Frances Jones, left; Natalie Frank, staff activities assistant; and Erma Westover at Acacia Adult Day Services in Garden Grove. (Photo by: Kenny Rivera) Credit: Kenny Rivera

Four hospital beds, a life-size model of a human skeleton and stacks of first-aid kits crowd the back of a classroom at the Ritchey Center in Santa Ana, a training site where 15 high school seniors are reviewing basic medical terms.

Helen Fe, an energetic teacher in nursing scrubs, asks, “What regulations are we breaking when we leave a patient’s record out?”

“Privacy,” a few students chant in unison.

Fe is teaching in a program that prepares Santa Ana high-school students for entry-level health occupations, which promise to offer many job opportunities in the coming years.

Despite a moribund state economy with double-digit unemployment, experts worry that there won’t be enough willing and qualified health workers, particularly for the most low-paying, high-stress occupations related to care of the elderly.

The oldest baby boomers turn 65 this year, and tens of millions more will reach that milestone during the next 20 years. Orange County, which for decades has been a retirement mecca, will undoubtedly feel the effects of this surge of seniors.

“How we’re going to care for them and be prepared for them is a huge concern,” said Cheryl Meronk, CEO of the Council on Aging in Santa Ana, a nonprofit advocate for seniors that is struggling to meet their needs.

Orange County will need 10,680 nursing aides, 7,640 home health aides and 9,370 medical assistants by 2018 — increases of 28, 48 and 24 percent over a 10-year period, according to the state Employment Development Department. Yet state budget cuts have curtailed training opportunities for those who want to work as caregivers for the elderly.

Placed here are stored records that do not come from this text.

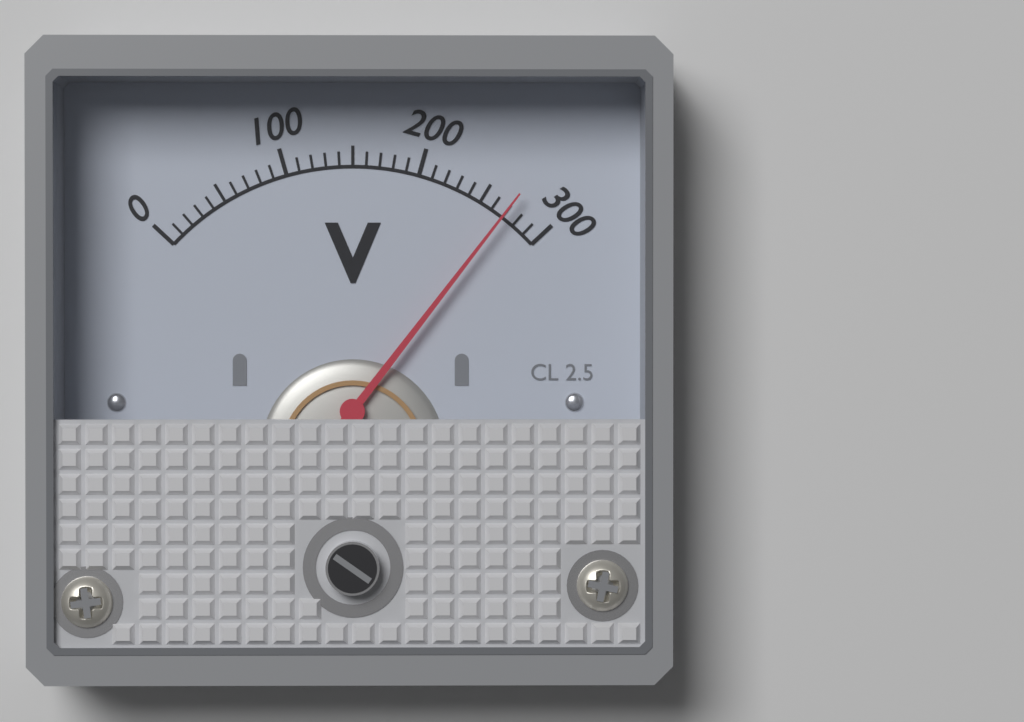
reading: 270 V
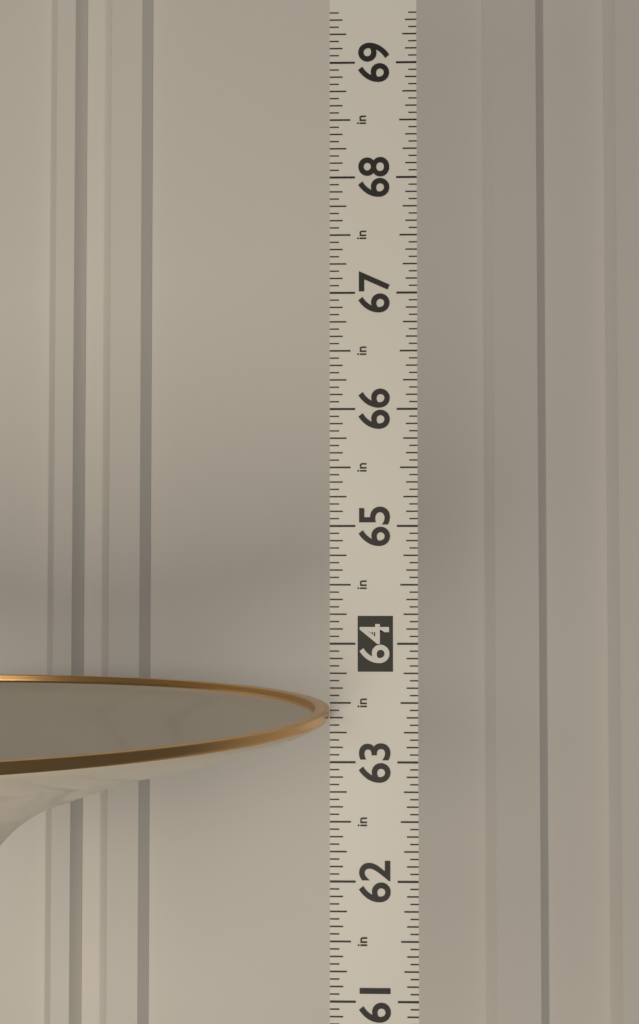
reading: 63.4375 in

Fewer Training Opportunities

In the 2007-2008 school year, 2,621 adult students completed health, science and medical training programs at the Central Orange County Career Technical Education Partnership. But two years later after adult students began paying $1,500 for the certified nurse assistant program, that number had shrunk to 819.

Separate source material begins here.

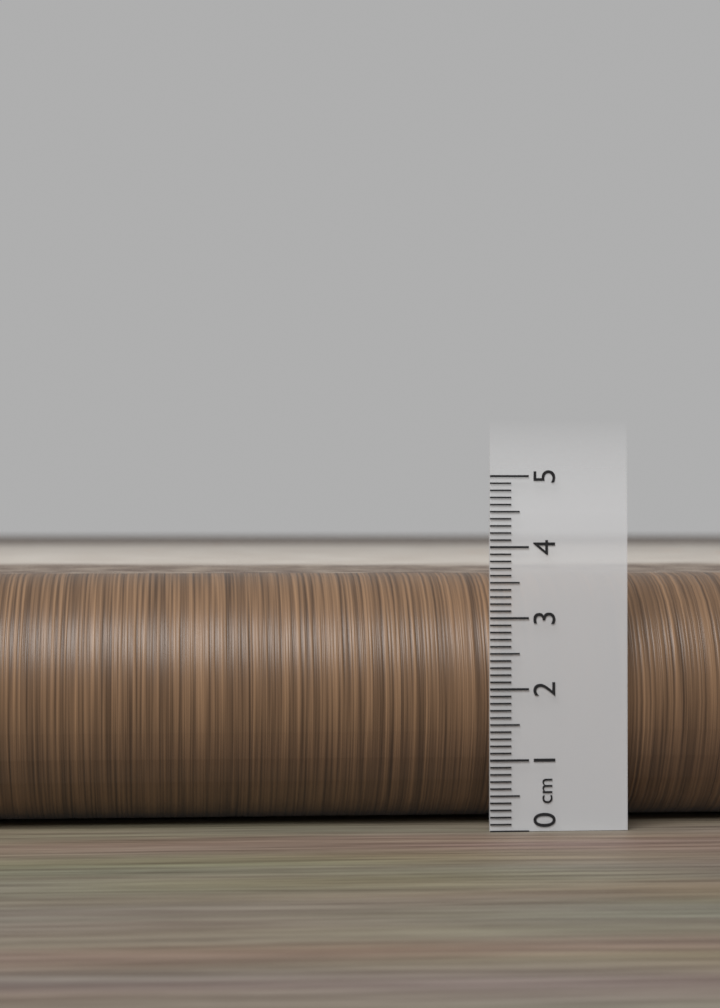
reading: 3.6 cm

The result is that workers employed to care for the elderly — jobs that often pay just above minimum wage — may be undertrained. Foreign-born workers, who commonly fill low-paid service jobs, may face hiring impediments if they are not legally employable or don’t speak English, a requirement in some situations.

“I’m very concerned about the future and the number of eligible, qualified, licensed employees,” said Diana Schneider, senior director at the partnership in Santa Ana.

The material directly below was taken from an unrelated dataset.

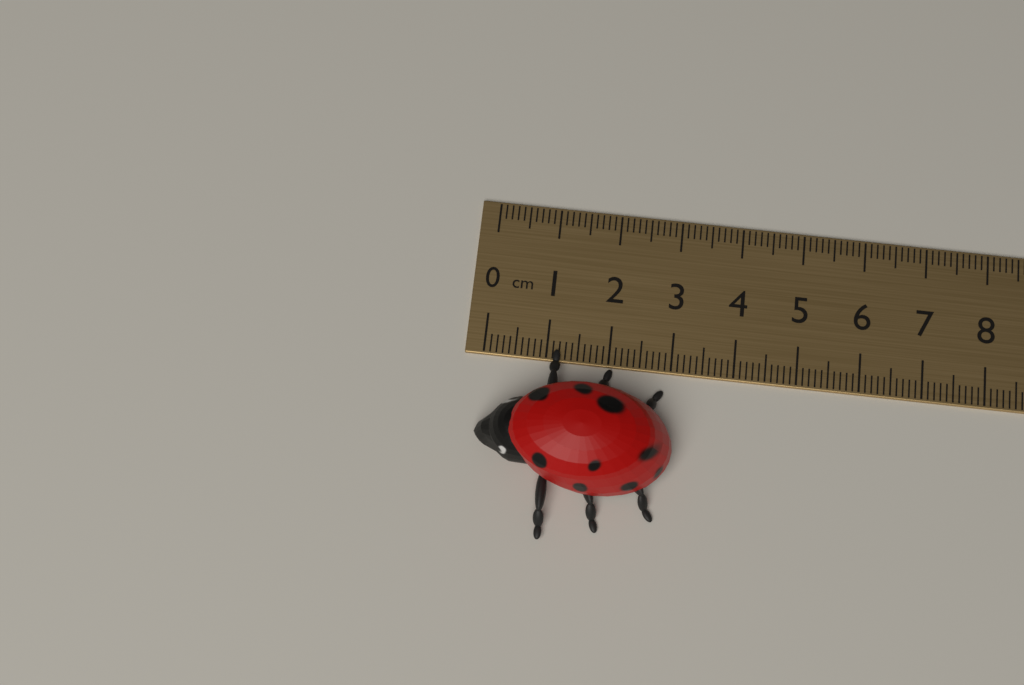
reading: 3.1 cm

According to Schneider, 50 percent of the adult applicants who try to enter nurse assistant classes at her training center are turned away because they don’t pass a basic English skills test. The center’s classes in remedial vocational English, which many aspiring nurse assistants took in the past, were also eliminated by state budget cuts.

“There’s a need for remediation training,” she said. “We have an international community in central Orange County, so people from all over still struggle with English skills.”

Culture Clashes

State law requires nursing home caregivers to speak the language of their patients, said Maureen Ardron of the Long-Term Care Ombudsman Program, which responds to nursing home residents’ complaints and reports of abuse. It is becoming more difficult for nursing facilities to meet that requirement.

Meronk at the Council on Aging recalled a nursing facility where an administrator suddenly became ill and was taken to a hospital, leaving no one on staff who could communicate with the patients.

Meanwhile, Ardron said, culture clashes can result between the elderly white residents and the non-white staff, who wheel their patients to dinner, groom them, and remind them to take their medicines.

“Most of the people that are prejudiced make no bones about telling you, ‘I wish we could get some white people in here.’” said Ardron. These comments are less common than they used to be, she added.

The situation will become more complicated as the state’s elderly population includes more Latinos and Asians. It’s already hard for one facility in Orange County to find enough Korean speakers, Ardron said.

A Difficult Job

Whomever they are serving, caregivers struggle in jobs that are physically and sometimes emotionally exhausting.

“The work is very hard, and they don’t always get a lot of kudos for what they do,” Ardron said. “It’s tough, and they see things we haven’t seen since changing our children’s diapers.”

Caring for the elderly is fraught with burnout and high turnover. Salaries for home health aides in Orange County range from $11 to $13 an hour, with nursing aides, orderlies and attendants earning somewhat better rates, according to the state’s Employment Development Department. Undocumented workers fill an unknown percentage of the jobs.

“There is a huge immigrant worker pool, but it’s working under the table,” said Tiffany Shinen, co-owner of Senior Helpers, a company in Santa Ana that screens and places health aides in the homes of the elderly. “A lot of people would be working for us if they could legally work in the U.S.”

Senior Helpers pays between $9 and $11 an hour, Shinen said. The jobs do not offer benefits and vacation, and many assignments are short-lived — “three months to a year,” she said — because the caregivers often are hired in the final stages of a client’s life.

The end of life is far away for the class of fidgety high school seniors at Santa Ana’s Ritchey Center, and some seem distracted as Fe works to motivate them.

“We’re in the medical field,” Fe reminds her students. “We are trained to be medical professionals.”